The photograph of the sculptures made available to me by the sculptor himself tells me beyond doubt that the artist has not re-created the popular image of Sankaracharya, instead he has created a Sankara who is more like a saintly scholar, more like a Buddha or Jain Teerthankaras in our mind. This semblance does not mean that Jyotilal and team were trying to deliberately subvert the ‘Hindu’ version of Sankaracharya and to make a Buddhist one. Here, the Sankaracharya sculpture is more serene but not cinematic; it is more sculptural than idol like. Generally speaking if at all people remember Sankaracharya they must be doing it via book covers, CD covers, calendars and popular flex boards. Ironically, Kerala is a place which had produced the first Jagadguru Adi Sankarcharya movie in 1977. Directed by the leftist poet P.Bhaskaran, this film had closely followed the ‘myth’ of Sankaracharya. This had not created any controversy in Kerala in those days. Similarly in 1983, G.V.Iyer had directed the most famous Aadi Sankaracharya film in Sanskrit language which had reaped National Awards. This film too had not created any controversy. 

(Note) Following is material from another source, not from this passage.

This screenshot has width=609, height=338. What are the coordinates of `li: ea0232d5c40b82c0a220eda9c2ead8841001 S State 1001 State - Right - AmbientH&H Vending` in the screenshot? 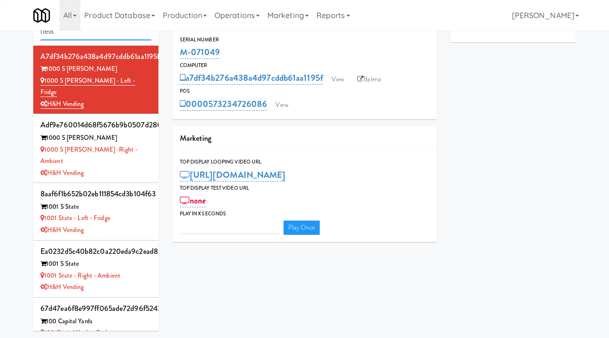 It's located at (96, 269).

(Jyotilal and students at work)

The times were different and works of art were taken for their aesthetic finesse and interpretational values. No one, including the Dalits, had got sentimentally hurt by watching these films. Today, the time has changed and we see the right wing bigotry on the rise. This has also necessitated the Dalit uprising all over the country. Hence, a Sankaracharya sculpture in front of a university can become a point of debate. But the debate should have some space for the voices of the artist. The irony is that the same left parties who opposed the right wing forces for seeing religious figures in the works of M.F.Husain are now seeing religious meanings in a creative sculpture done by a group of academically qualified sculptors with clear left wing politics. The counter actions of the right wing parties to protect the interests of the sculpture (thereby sculptors too) have hijacked the issue to their side forcing the ‘progressive left parties’ into defence. Till now they have been behaving exactly like the right wing forces baying for the blood of independent artists.

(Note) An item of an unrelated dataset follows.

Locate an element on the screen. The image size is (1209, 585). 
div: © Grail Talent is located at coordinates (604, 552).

“Unfortunately, the agitators are not seeing us as artists and academics,” says a dejected Jyotilal. “For them academic practice means reading and writing. Sculpting or making a work of art is not an academic work for them. They think that we are workers who execute others’ plans. It is unfortunate,” Jyotilal continues. When the University authorities asked the sculpture department to take up the job, it came forward thinking that it was an opportunity even for the students to do a large scale sculpture whose theme would give them a lot of scope for artistic interpretations. But the left parties somehow have misread it. They projected certain internal fears saying that once the ‘idol’ is installed, the right wing parties would come to do the ‘worship’ and they would eventually turn the university into a temple. Right wingers are capable of doing it. But now, they have become the protectors of a sculpture by default. The agitators could have ‘protected’ the secular nature of the sculpture exactly the way they had done in Trissur Kerala Varma College. 

(Mahatma Gandhi by Ramkinkar Baij and students of Santiniketan)

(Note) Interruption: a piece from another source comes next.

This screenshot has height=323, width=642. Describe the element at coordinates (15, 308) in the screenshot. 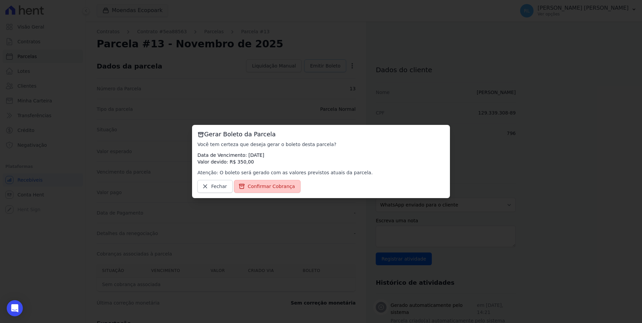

Ram Kinkar Baij made Gandhi sculpture and his students decided to make it into a monumental concrete sculpture, which they did. The sculpture is still in the Santiniketan campus. When it was installed, the Naxalites of the time did not like it. They wanted to destroy it using crude bombs. After a few failed attempts they left it there. But Baij conveyed to them that he would be happy to make a Mao the way they wanted provided they met the expenses. He said that it was just a sculpture and they should just leave it alone. May be in the case of Sankaracharya sculpture in Kaladi too, the leftists should take a Baij-ian approach; just think about it as a Sankaracharya sculpture and if they need an EMS sculpture next to it, they should commission the artists to make it and obtain permission from the university authorities. Still, if some people come and start lighting lamps and conducting pooja, don’t we have a government there? Haven’t we learned a lot from Nilakkal and Babri Masjid?